1868–1898 The Origins of the University of California and Affiiated Colleges

Trained Nurses for San Francisco
Nationally the impetus for nursing reform grew out of the experiences of the Civil War and the proliferation of hospitals in the second half of the nineteenth century. In 1873, the first class of "trained" nurses graduated from the New England Hospital For Women And Children, and in that same year three other large eastern hospitals, Bellevue (New York), Massachusetts General (Boston) and, the New Haven Hospital (Connecticut) developed training programs. By 1880 there were fifteen nurse's training schools in the nation.

San Francisco’s experience in training nurses was shaped by the existence of female leadership from the growing number of locally active women physicians, some graduates of the UC Medical Department and some trained at various eastern medical schools. San Francisco physician Charlotte Amanda Blake Brown took her medical training in Philadelphia and was, to her colleagues, “ a most favorably known surgeon, obstetrician, medical organizer and good citizen of San Francisco.” In 1875, she joined with her daughter—physician Adelaide Brown— to develop the Pacific Dispensary for Women and Children, which subsequently (1879) became the Women’s and Children’s Hospital. This was a unique institution, governed by an exclusively female medical staff and it offered rare opportunities for women physicians to gain postgraduate experience.

Charlotte Blake Brown
The hospital moved to a more permanent site at California Street and Maple Street in 1887. In 1881 Dr. Charlotte Brown traveled east to investigate nursing education in eastern hospitals, and in 1882 opened a two-year training school for nurses at Women’s and Children’s Hospital, the first formal nurse’s training school in the city. In 1903, several graduates from this and other local schools founded the California Nurses Association. In the last decade of the nineteenth century other San Francisco hospitals developed training schools: City-County Hospital, 1891; Lane Hospital, 1893; French hospital, 1895; Homeopathic Hospital, 1896, and St. Luke’s Hospital in 1899. By the turn of the century 452 nurse’s training schools had been founded in the United States, but, because no hospital was exclusively under the teaching control of the UC Medical Department faculty, no nursing school formed under its sponsorship. In their daily activities in the wards and in surgery, UC Medical Department students, interns, and faculty were becoming well aware of the contributions of trained graduate nurses in the hospital setting.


**Work to be completed**
For every entry below, give an exact repeat and leave out the pictures.

┏━━

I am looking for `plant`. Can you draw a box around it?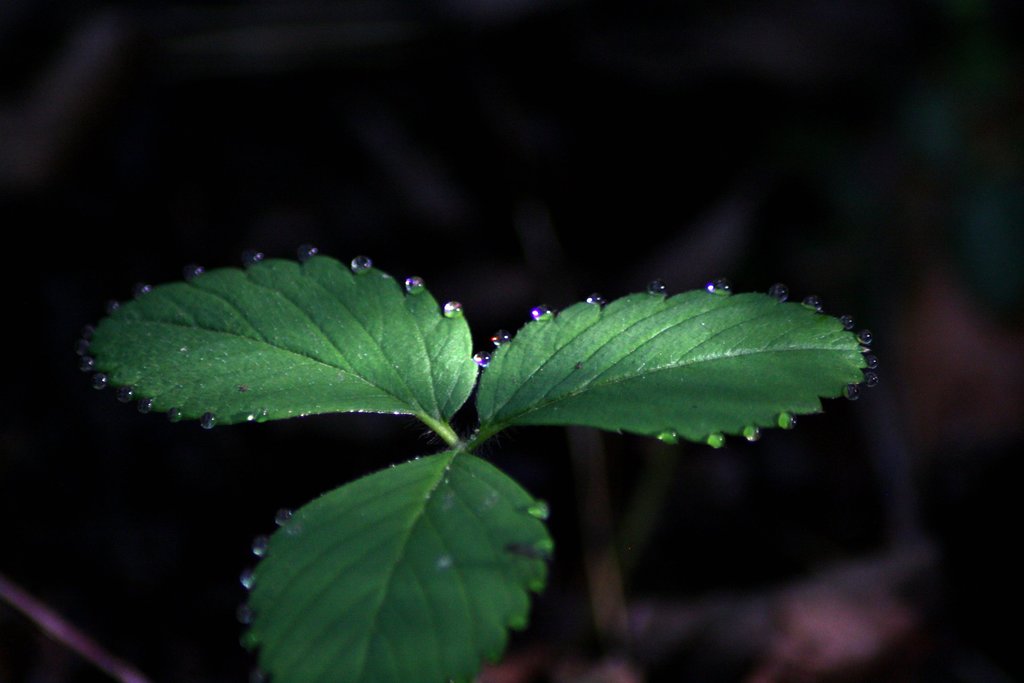
Sure, the bounding box is [left=71, top=240, right=874, bottom=682].
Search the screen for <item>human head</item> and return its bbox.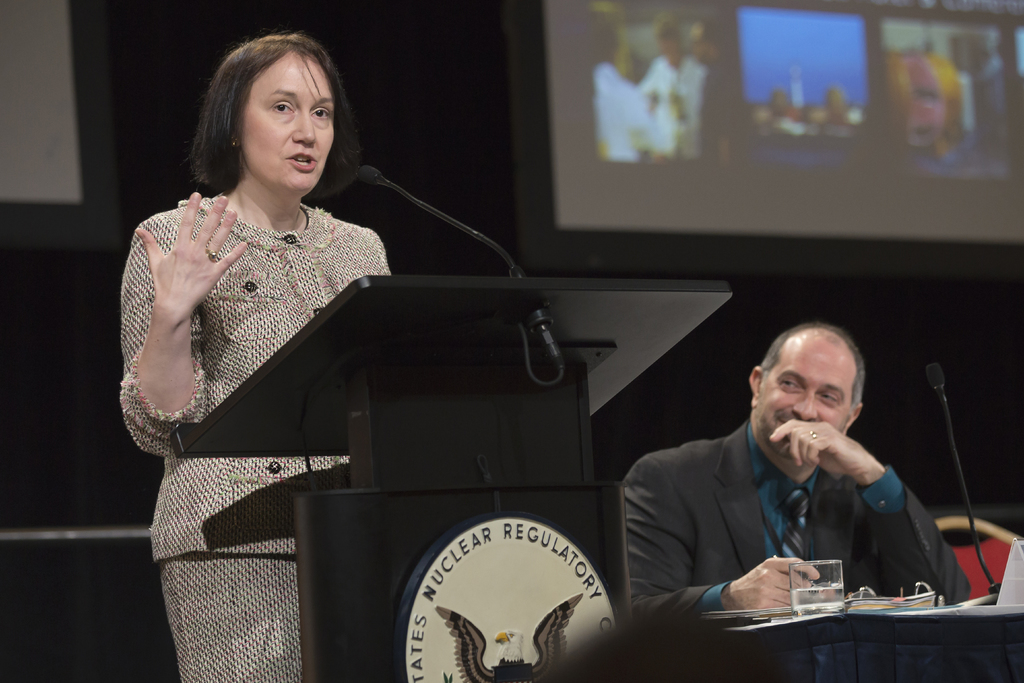
Found: [748,320,872,464].
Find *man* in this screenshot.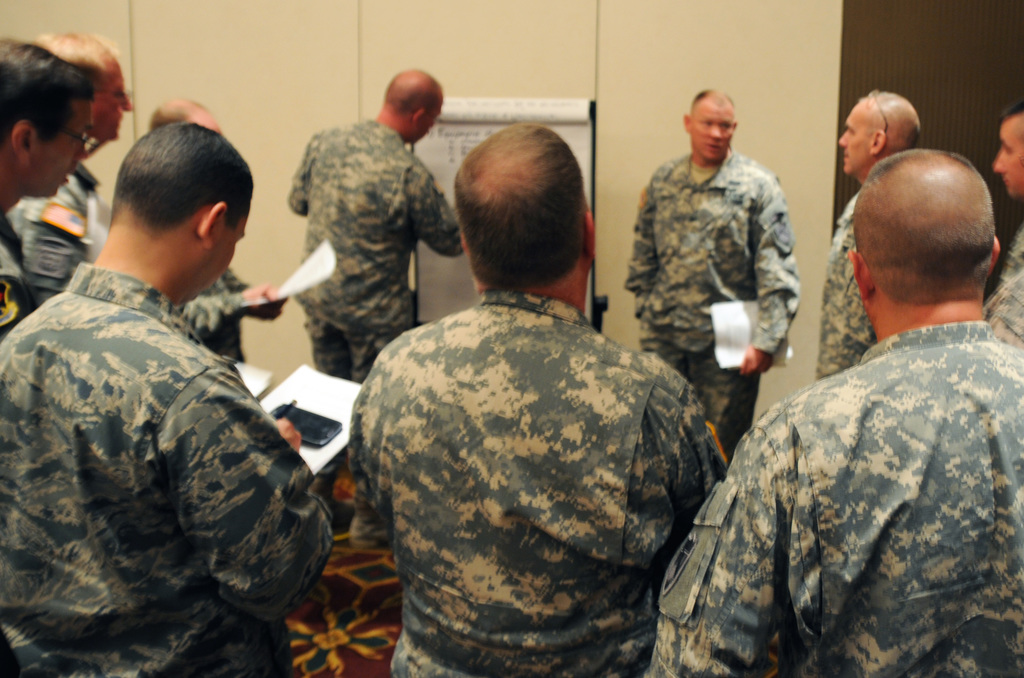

┗━━

**Result below**
I am looking for `plant`. Can you draw a box around it?
Sure, the bounding box is [left=71, top=240, right=874, bottom=682].
Search the screen for <item>human head</item> and return its bbox.
Found: [748,320,872,464].
Find *man* in this screenshot.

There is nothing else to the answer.